A brief scheduling mix-up this morning led to the best for Fafnir and myself as we got a chance to not only talk to Greg Grimsby and Paul Barnett of Mythic Entertainment about the upcoming game Warhammer Online: Age of Reckoning, but we also got a chance to play a pre-alpha version of it!Let’s start with the basics. Warhammer is a product of Games Workshop, a British miniatures game company. They’ve come out with an array of different Warhammer related computer games, mostly in the Warhammer 40,000 universe (a sci-fi one). Warhammer Fantasy takes place in a dark time, when the forces of chaos threaten to overwhelm good. There is no happy ending in Warhammer – there is only war.
Last year at E3 Mythic announced that they had acquired the license for Warhammer. Paul Barnett is part of the deal – he’s basically GW’s liaison to the project, or as his business card says, “Consulting License Producer”.
The Warhammer universe is very dark fantasy, and one of the immediate impressions of the orc area we were shown – and one of the things mentioned by other previews of the game – is the lightness shown. It’s more the light color palette being used than the actual game play or background. For instance, the first quest I had to do involved killing the vultures eating the bodies of our dead enemies and taking a trophy off of them.
That aside, Barnett pointed that the Warhammer license is kind of like Batman. There are many different types of Batman out there – from the original, to the various movie and TV Batmans, to the various incarnations in comics. There’s a right and a wrong way to do Batman, and there’s a right and a wrong way to do Warhammer – but there are a number of variations possible, and Mythic’s version is just another interpretation.

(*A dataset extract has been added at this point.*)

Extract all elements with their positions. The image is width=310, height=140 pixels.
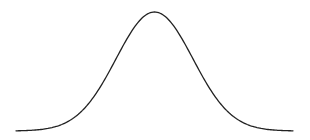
chart-canvas (0, 0, 310, 140)
normal-distribution-curve (16, 12, 293, 131)
bell-curve-chart (0, 0, 310, 140)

Besides, every piece of art, everything about the game, really, is vetted through Games Workshop before going in, and the GW people have been very active in coming to the States to work on it. Rick Priestly – one of the “main men” in terms of Warhammer – and Mark Jacobs, the lead producer of WAR and the man-in-charge of Mythic – have worked together extensively on game mechanics and how the game should look.
There are a couple good examples of where this shows up: the quest log and the battle standards.
Battle standards are the flags that the various factions have. Sure, it’s a flag, you might think. But if you’re heavily into Warhammer, you’ll recognize that the standards are rendered perfectly from the game, and you can learn about your opponent from it.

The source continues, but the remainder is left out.